Human-like planning skills and dexterous manipulation have long posed challenges in the felds of robotics and artifcial intelligence (AI). The task of reinterpreting calligraphy presents a formidable challenge, as it involves the decomposition of strokes and dexterous utensil control. Previous efforts have primarily focused on supervised learning of a single instrument, limiting the performance of robots in the realm of cross-domain text replication.
To address these challenges, we propose CalliRewrite: a coarse-to-fne approach for robot arms to discover and recover plausible writing orders from diverse calligraphy images without requiring labeled demonstrations. Our model achieves fne-grained control of various writing utensils. Specifcally, an unsupervised image-to-sequence model decomposes a given calligraphy glyph to obtain a coarse stroke sequence. Using an RL algorithm, a simulated brush is fnetuned to generate stylized trajectories for robotic arm control. Evaluation in simulation and physical robot scenarios reveals that our method successfully replicates unseen fonts and styles while achieving integrity in unknown characters.
We focus on unsupervised learning from plain images and discovering dexterous control over various utensils. Our method employs a hierarchical structure encompassing a CNN-encoded LSTM model to deduce stroke-level orders, and a reinforcement learning (RL) pipeline to fine-tune the coarse sequences into tool-aware stylized control, controlling the brush agent with soft-actor-critic (SAC) algorithm.
An overview of the training process of CalliRewrite pipeline. We develop our coarse sequence extraction module based on Mo et al. and propose tailored unsupervised loss functions for human-like glyph decomposition. In the second phase, we formulate the task into a constrained optimization task, leveraging SAC algorithm on our crafted environment to finetune dexterous control sequences. Coarse sequences are set into initial states to curtail ineffective exploration and boost training.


Check each line of the records below for the string "Giratória", then state how many lines contain it, with no other output.
START Entries supplied
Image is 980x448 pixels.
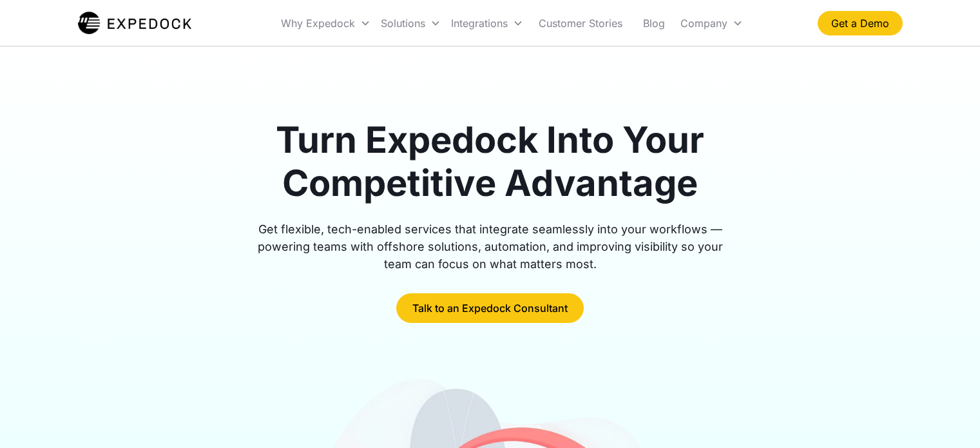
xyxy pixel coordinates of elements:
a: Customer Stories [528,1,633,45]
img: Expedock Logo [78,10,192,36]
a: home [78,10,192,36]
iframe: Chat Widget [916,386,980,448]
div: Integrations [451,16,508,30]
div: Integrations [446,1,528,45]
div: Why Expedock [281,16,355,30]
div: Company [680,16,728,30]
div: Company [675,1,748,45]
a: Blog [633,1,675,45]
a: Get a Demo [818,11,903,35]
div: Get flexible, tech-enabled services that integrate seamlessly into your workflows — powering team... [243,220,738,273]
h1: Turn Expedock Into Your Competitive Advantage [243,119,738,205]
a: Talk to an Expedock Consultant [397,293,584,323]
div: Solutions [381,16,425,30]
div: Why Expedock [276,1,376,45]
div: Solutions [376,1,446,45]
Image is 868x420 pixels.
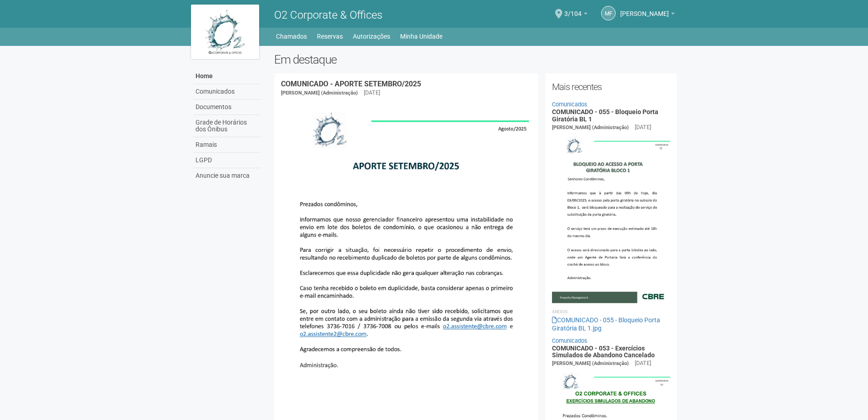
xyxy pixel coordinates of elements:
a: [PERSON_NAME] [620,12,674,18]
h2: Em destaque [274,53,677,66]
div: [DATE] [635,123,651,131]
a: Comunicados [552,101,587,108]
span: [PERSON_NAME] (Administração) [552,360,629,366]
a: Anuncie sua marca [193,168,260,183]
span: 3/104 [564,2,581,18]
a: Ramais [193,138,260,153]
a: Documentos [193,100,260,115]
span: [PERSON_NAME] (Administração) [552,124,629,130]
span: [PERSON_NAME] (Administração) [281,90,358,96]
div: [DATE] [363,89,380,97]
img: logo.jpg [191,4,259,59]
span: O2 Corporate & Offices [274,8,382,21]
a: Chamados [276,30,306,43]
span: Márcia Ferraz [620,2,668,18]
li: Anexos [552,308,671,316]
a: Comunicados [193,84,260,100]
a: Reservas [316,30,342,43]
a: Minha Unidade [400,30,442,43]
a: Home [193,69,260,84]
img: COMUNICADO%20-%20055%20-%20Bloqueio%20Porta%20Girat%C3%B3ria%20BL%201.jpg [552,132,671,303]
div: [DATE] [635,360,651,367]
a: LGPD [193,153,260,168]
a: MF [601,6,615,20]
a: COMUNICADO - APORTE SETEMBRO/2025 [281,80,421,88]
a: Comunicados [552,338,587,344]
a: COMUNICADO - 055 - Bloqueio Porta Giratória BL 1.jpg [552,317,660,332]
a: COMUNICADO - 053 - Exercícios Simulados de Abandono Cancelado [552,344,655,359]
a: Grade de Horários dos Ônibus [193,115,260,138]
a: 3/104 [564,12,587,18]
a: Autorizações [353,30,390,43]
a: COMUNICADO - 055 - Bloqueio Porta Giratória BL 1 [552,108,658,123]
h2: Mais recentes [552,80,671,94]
END Entries supplied
START Entries supplied
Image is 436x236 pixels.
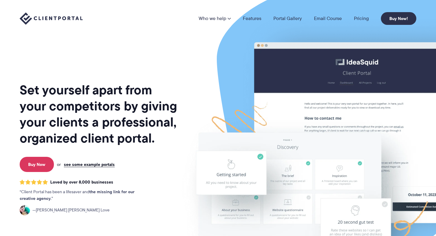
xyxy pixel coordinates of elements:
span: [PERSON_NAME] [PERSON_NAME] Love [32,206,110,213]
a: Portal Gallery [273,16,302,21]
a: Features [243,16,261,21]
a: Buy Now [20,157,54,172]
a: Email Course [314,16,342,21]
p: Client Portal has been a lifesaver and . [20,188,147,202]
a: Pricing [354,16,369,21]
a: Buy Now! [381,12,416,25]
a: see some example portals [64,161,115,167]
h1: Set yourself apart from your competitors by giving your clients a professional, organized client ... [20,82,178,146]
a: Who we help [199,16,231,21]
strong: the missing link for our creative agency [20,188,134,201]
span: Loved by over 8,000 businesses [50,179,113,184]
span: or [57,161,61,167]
END Entries supplied
[Task response] 2